On May 1st, 2005 Juan Villarino, Argentinean writer, hitches a ride in a sailboat from Belfast harbour to Scotland, on the first leg of a journey to the Middle East. Borrowing the strategy of the snail, he carries all he needs in a backpack, and sticks out his thumb along both dusty roads and highways. He possesses no credit card nor bullet proof jacket. His goal is to cross the heart of the Islamic World, Turkey, Syria, Egypt, Iraq, Iran and Afghanistan, solely by hitchhiking, in an attempt to prove that hospitality abounds in a region portrayed as terrorist by the establishment media.

As he moves across the vast globe Juan lives deliciously absurd events. He enters Iraq at night like a homeless person, but ends up teaching hitchhiking lessons in the Kurdish Parliament. In Teheran he sojourns with the intellectual resistance against Iran’s Ayatollah’s regime. He crosses Afghanistan village by village, having tea in a minefield, becoming a postman for a day, and dropping by a NATO base to fill up his backpack with foodstuff. While he travels, his pen describes those ordinary people who sweat and work under any flag but never ever grab the headlines. The outcome is the book you hold in your hands: an ode to movement and a precise chronicle about one of the least travelled zones on Earth. Today, Juan keeps hitchhiking the world and writing books by the roadside.

 

Love for the road and on the road

Just sharing a few of the brillant pictures taken by New York Times Magazine photographer Brent Stirton, who followed the Namibian leg of our cross-Africa journey. More to come in my Instagram.

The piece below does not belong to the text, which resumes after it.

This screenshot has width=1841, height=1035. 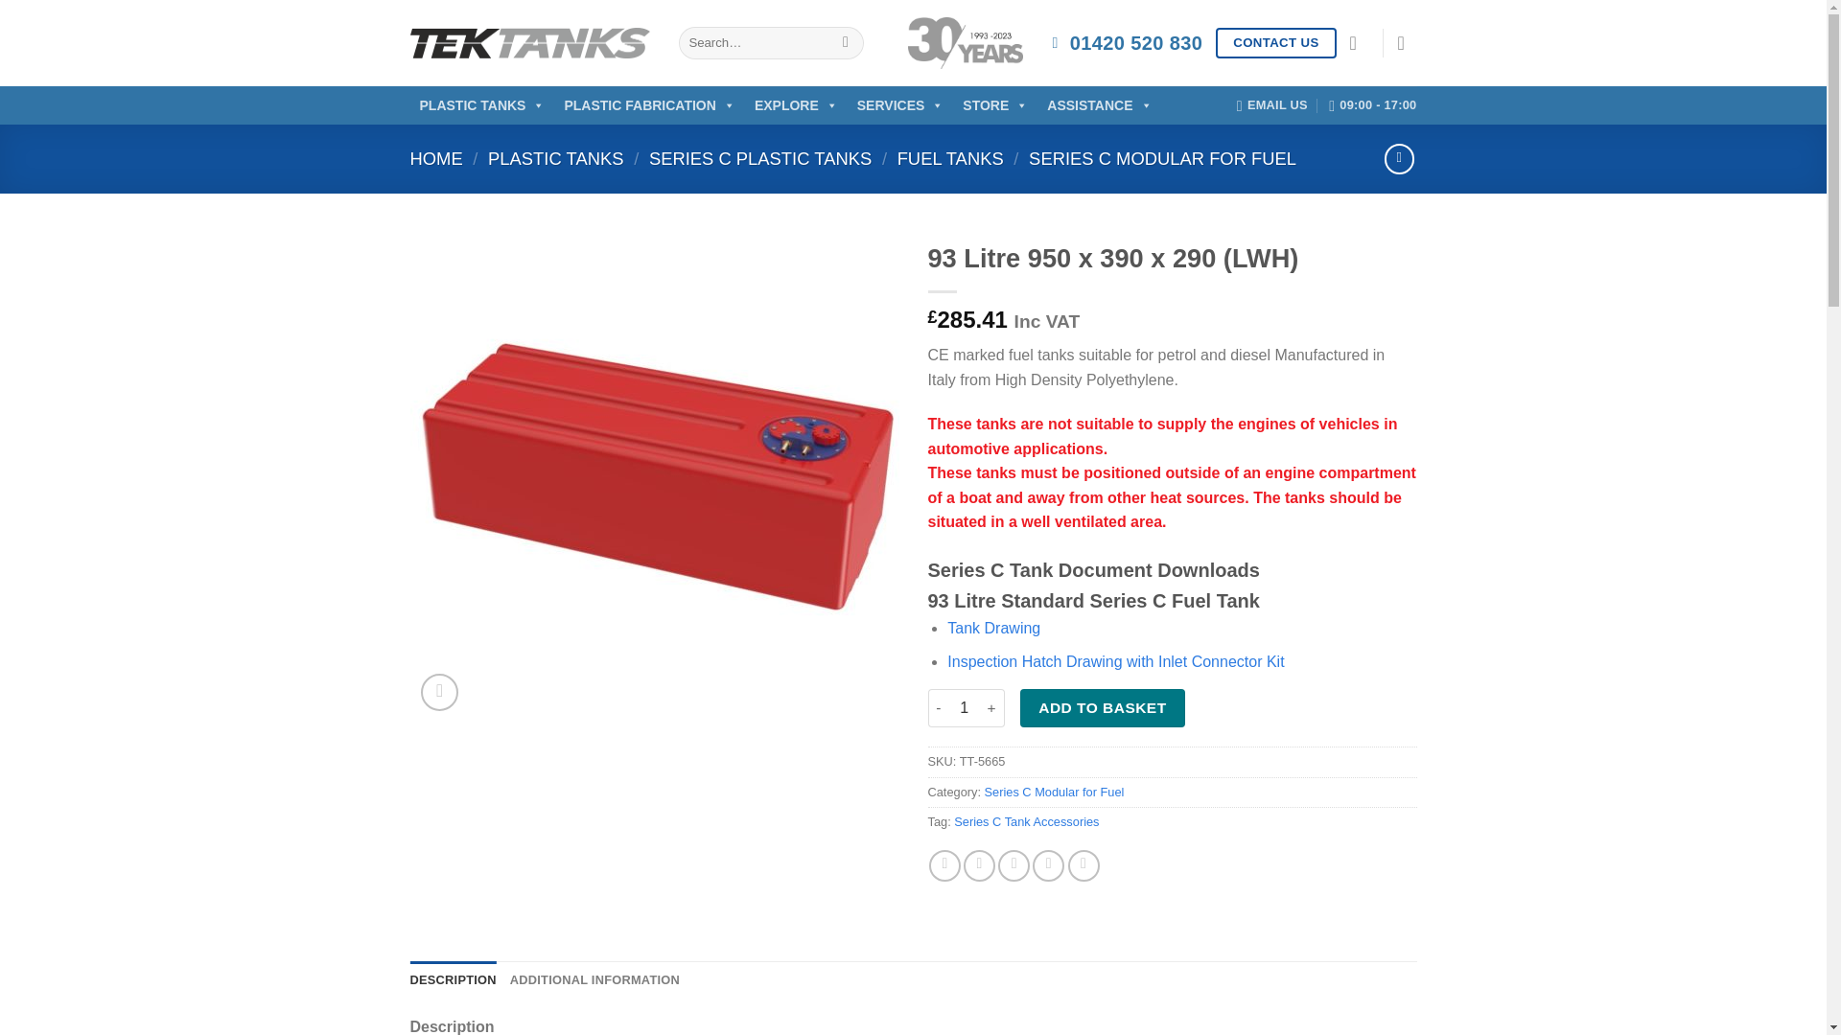 What do you see at coordinates (1083, 866) in the screenshot?
I see `Share on LinkedIn` at bounding box center [1083, 866].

KOLMANSKOP, NAMIBIA, 29 MARCH 2017: Juan and Laura visit an abandoned mining town, Kolmanskop, near Luderitz which the desert is reclaiming. They plan their route forward while lying on the sand inside a former residence. (Photo by Brent Stirton/Verbatim for Getty Images)
SPRINGBOK, SOUTH AFRICA, 31 MARCH 2017: Laura and Juan walk into the little town of Springbok where they were able to secure a place to pitch their tent at the local rugby ground. (Photo by Brent Stirton/Verbatim for the NY Times Magazine.)
SPRINGBOK, SOUTH AFRICA, 31 MARCH 2017: Juan and Laura fool around while waiting for a ride down south. Laura studied ballet for 12 years and often dances while waiting, Juan fools around using his sign to keep the «princess» cool. (Photo by Brent Stirton/Verbatim for the NY Times Magazine.)

Laura Lazzarino

Soy Laura y desde 2008 vivo con mi mochila a cuestas, con un único objetivo: viajar para contarlo. Este blog es el resultado de mis aventuras a lo largo de +70 países. ¡Bienvenido a bordo!